M.I.A. is colour, rap, dance, wild jungle rhythms and a mad fusion style. The Sri Lankan rapper blew people away with her debut album, but she's actually topped herself in "Kala" -- she takes the same ingredients as before and smashes them together into a wilder, tighter album full of deliciously wild electro-funk-rap with a world-music flair.
"Road runner, road runner/Going hundred mile per hour/With your radio oooonnnnnn," she drawls detachedly over a skittering beat and the sound of racing engines.
The dancey beat kicks in, as she announces, "I'm big timer, it's the bamboo banga/You'll be hungry like the wolves hunting dinner dinner/And we're moving with the packs like hyena ena..." Things really blossom with the next two songs, the frenetic tribal rhythms of "Bird Flu," and the Bollywood-dance, horn-heavy "Boyz."
Having hooked us in with three catchy songs, she expands her sound further: funky hip-hop, disco, distorted grimy raps, playfully violent pop, detached raps over electronic anthems, tribal house, and combinations of all of the above. It ends with a mellow, catchy tune that seems to be contradicting the whole album's mood, with M.I.A. saying "Calm down calm down CALM down!"
In the end, "Kala" is actually kind of intoxicating -- M.I.A. crams so much sound into less than an hour that it's almost a shock when your speakers go silent. Stylewise she hasn't changed much at all, but somehow the music is tighter and smoother, with fewer rough patches.
Her music is the most astounding part, splattering styles like a musical Jackson Pollock -- reggae, afrobeat, traditional Asian music, house, hip-hop, Bollywood, and funk. And the raucous, dancey instrumentation is equally diverse -- tribal drums, violins and horns paired with crazy beats and sampling (birds, cars and guns), along with some harmonica, handclaps, and weird sound effects.
In fact, the only letdown is "Jimmy." Seriously, lightweight disco? It doesn't fit in at all.
But as much fun as this splash of ethnic fusion is, M.I.A. doesn't leave out the meaning ("Hands up!/Guns out!/Represent/the world town!"). It's crammed with Africa, war, dancing, jungle parties, and the feeling that she's about to smash down your door and introduce you to the third world ("I put people on the map who have never seen a map!") whether you like it or not.
M.I.A.'s second album is a glorious cacophony, a joyous graffiti mural. "Kala" is crazy party music with a serious message, and the guts to make you dance while you listen.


● PROBLEM DETAILS
After locating the line with "Image resolution: width=1104", set down that line and all the lines that follow it, unchanged, to the end of the records; omit the pictures.

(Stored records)

- - -

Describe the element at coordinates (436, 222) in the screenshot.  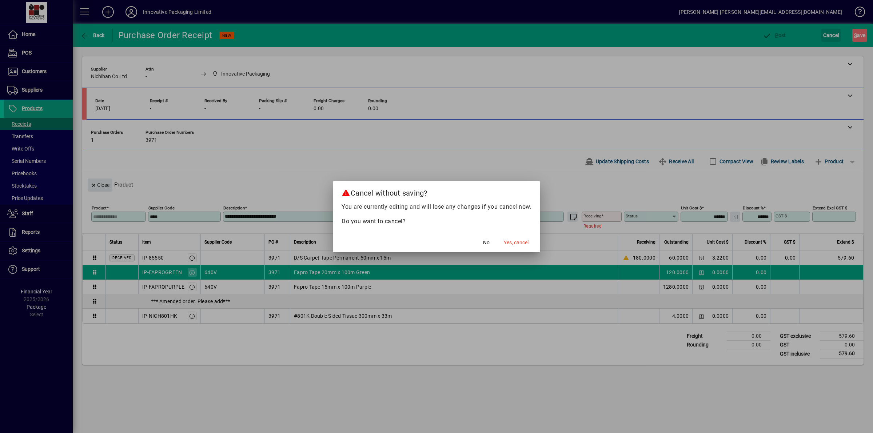
I see `p: Do you want to cancel?` at that location.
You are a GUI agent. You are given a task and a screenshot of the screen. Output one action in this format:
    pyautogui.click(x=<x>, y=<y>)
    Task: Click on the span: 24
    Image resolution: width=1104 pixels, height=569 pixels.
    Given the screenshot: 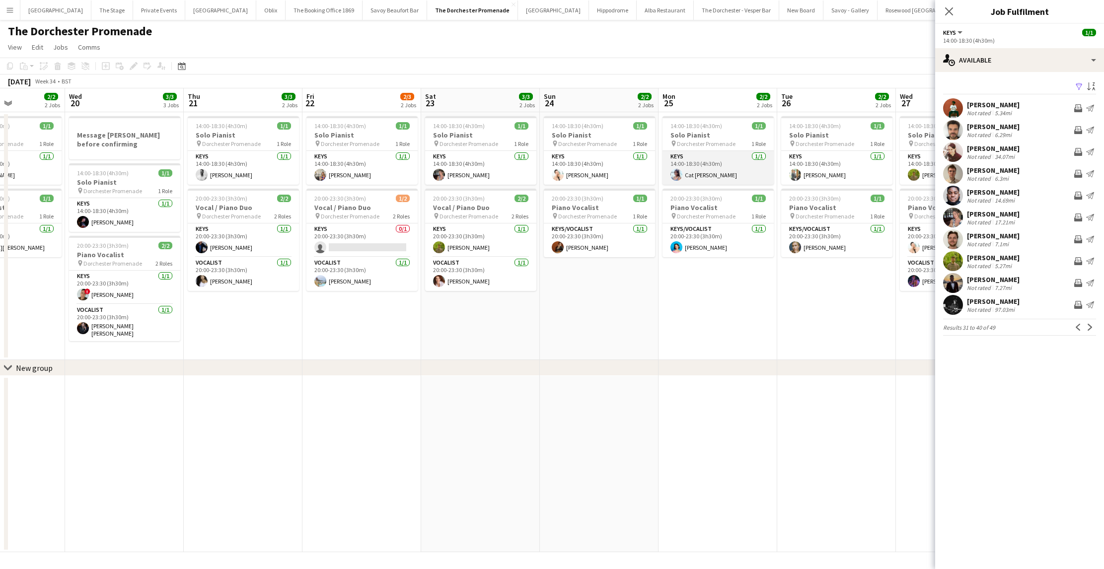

- - -

● SOLUTION
    Image resolution: width=1104 pixels, height=569 pixels.
    Given the screenshot: 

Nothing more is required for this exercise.